Let's Go to the Mall!

Today’s prompt: “Explain to the historians of 2150 what it’s like to go to a shopping mall. Remember that they may not have malls in 2150. Or escalators, food courts, or cash.”

Okay, so, malls, y’all. So malls were like a huge thing in the ’80s and ’90s – the 1980s and 1990s, I mean. They were like these big, two- or three-story buildings usually, with a bunch of stores where you could go shopping.

Shooooppiiiing. Like, you know, buying stuff. Trading currency for goods and services.

So, yeah, there’s all these stores in like, rows. Lots of clothing stores, typically. There’s almost always a Claire’s, where people would sell little sparkly baubles for girls to wear in their ears or their hair or around their necks. And there’d be, like, a Gap or something where all the cool kids got their clothes. In the ’90s it totally would’ve been, like, light wash high-rise jeans and bodysuits and khakis and denim jackets.

What’s a bodysuit? Oh man, where do I begin – so, it’s basically a shirt with kind of a flap in the front and the back, and the flaps have snaps on them, and it snaps under your crotch so the shirt was super form-fitting and, like, always stayed perfectly tucked in without poofing out over the top of your jeans, but then you’d have to unsnap it every time you had to go pee.

So yeah, so the clothing stores like the Gap and Abercrombie & Fitch would have all these mannequins in them – mannequins, they’re like, life-size, faceless dolls that you can dress up in the store’s clothes and pose so people would know what it looked like if you wore the clothes. And also didn’t have a face.

Anyway, so these stores would be all in rows and there’d be open spaces between the rows, including openings in the middle of the second floor where you could stare down and people-watch. And the escalators would connect the two levels. Escalators. They’re like stairs, but they move.

What else. So, around Christmas – what do you mean, “what’s Christmas?” You know what, y’all, we do not have time to get into Christmas. So around December, in the middle of the mall, they’d set up this spot where kids could get their picture taken with Santa. They’d put a bunch of fake snow on the ground, and maybe decorate a tree or have some fake gifts or something, and there’d be a big chair where an old guy with white hair and a big white beard would sit. He was called Santa, and he wore a red kind of velvety suit with white fluffy trim on the cuffs, and a red hat with white fluff around the edge and on the tip – it was kind of a floppy, triangular hat. And he’d go Ho Ho Ho and kids would sit on his lap and they were supposed to tell him what they wanted for Christmas and get their picture taken, but usually they just cried.

Sometimes there’d be like a fountain in the middle of the mall, or something like that. And there’d always be a food court. That’s where you’d have a bunch of fast food places. Like, there’s usually a fast food Mexican place, and a fast food Chinese place, and a fast food sandwich place, and a soft pretzel place, and an Orange Julius. Oh, Orange Julius made drinks with orange juice and milk and ice that all got blended together. And sometimes a raw egg, I think, but you had to ask for it. Yeah, I don’t know why people would do that. Anyway, you’d get your fast food on trays and sit down and eat it on tables in the middle of the food court.

Besides the clothing stores and the food court, there could be all kinds of stores. Department stores were pretty common, where they had clothes but also kitchenwares and various appliances. You might run into a Waldenbooks, or a KB Toys, or a Yankee Candle – they had scented candles – or a Bath and Body Works – scented lotions – or a Build-A-Bear, where they had a bunch of stuffed animals and clothes you could dress them up in. I don’t know what to tell you, it was a thing.

Some malls were absolutely enormous. The Mall of America in Minnesota had more than 500 stores. I think it had a LegoLand in it.

And if you were really, really lucky, you could visit a mall without getting torn apart by a mob of the living dead. The mall in my hometown got torn down decades ago, but the memorial’s still here from the big zombie attack in 2019. [The narrator runs her fingers across a large granite memorial with names carved into it, including your own.] They say it started in the Hot Topic.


■ Work task:
Exact copies of all the entries are required, and no pictures should appear in them.

■ Recorded information:
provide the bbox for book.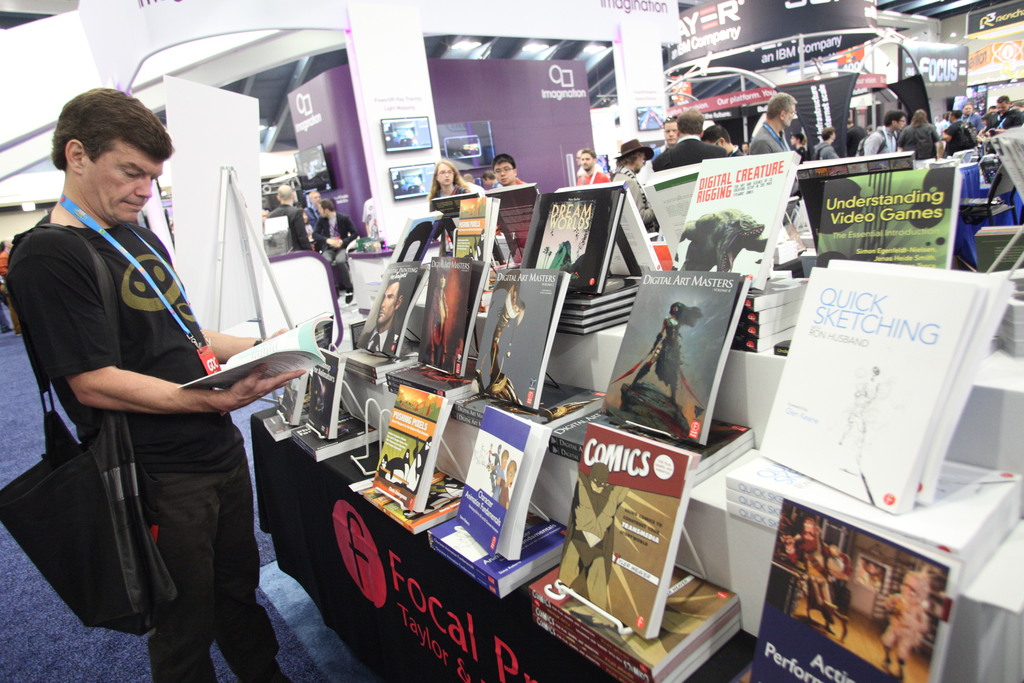
{"x1": 750, "y1": 491, "x2": 957, "y2": 682}.
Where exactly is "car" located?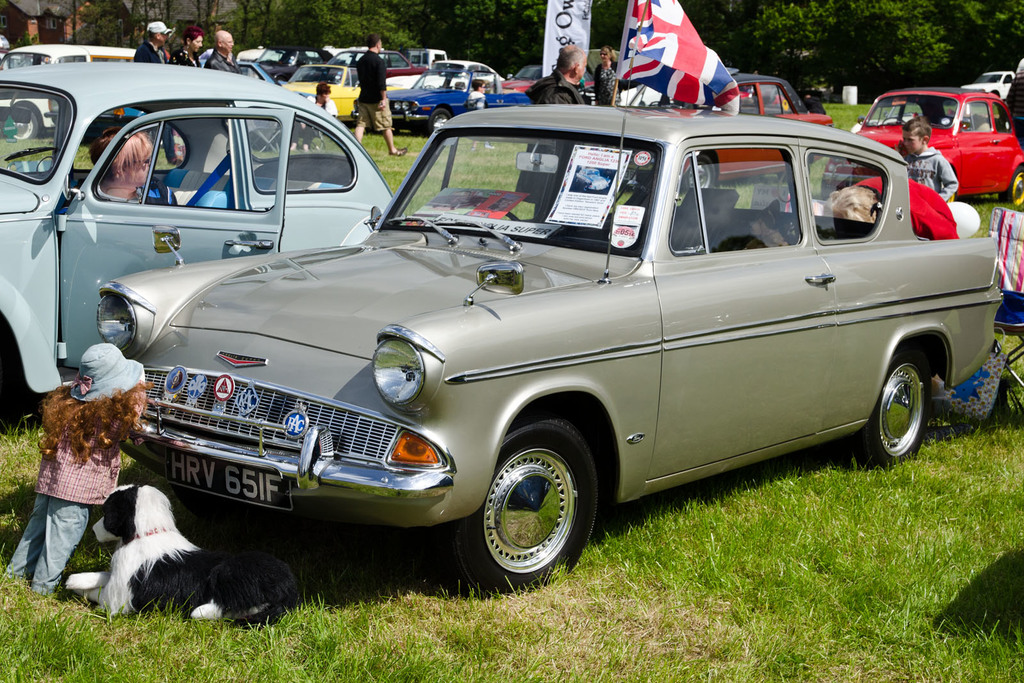
Its bounding box is [0, 59, 397, 428].
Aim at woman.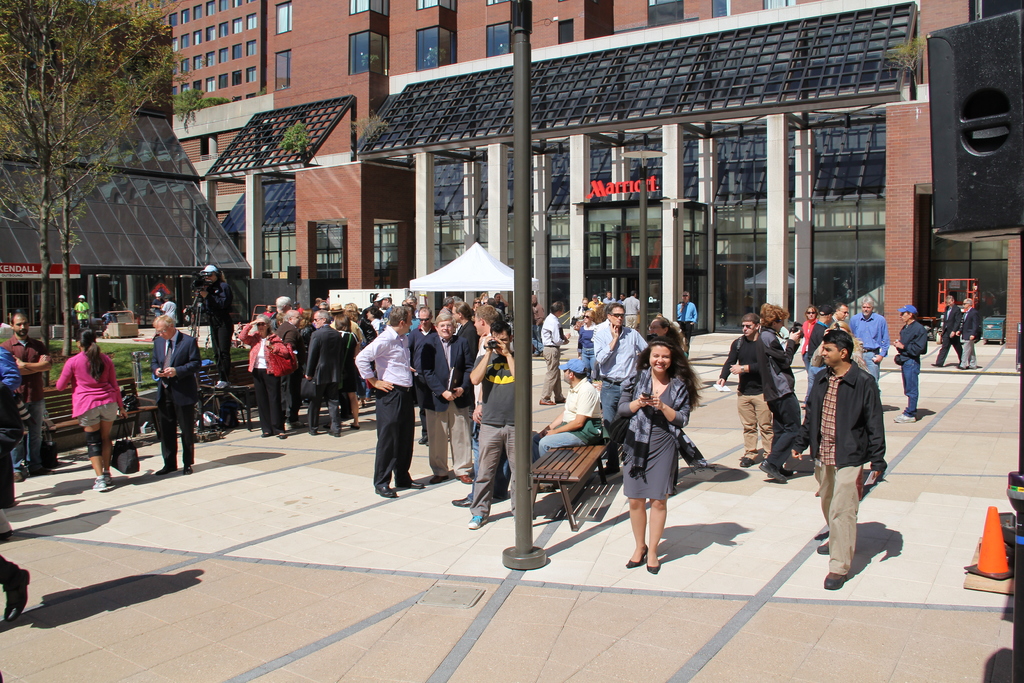
Aimed at [x1=367, y1=306, x2=383, y2=337].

■ Written response:
provide the bbox for book.
{"x1": 750, "y1": 491, "x2": 957, "y2": 682}.
Where exactly is "car" located?
Its bounding box is [0, 59, 397, 428].
Aim at woman.
Aimed at [x1=367, y1=306, x2=383, y2=337].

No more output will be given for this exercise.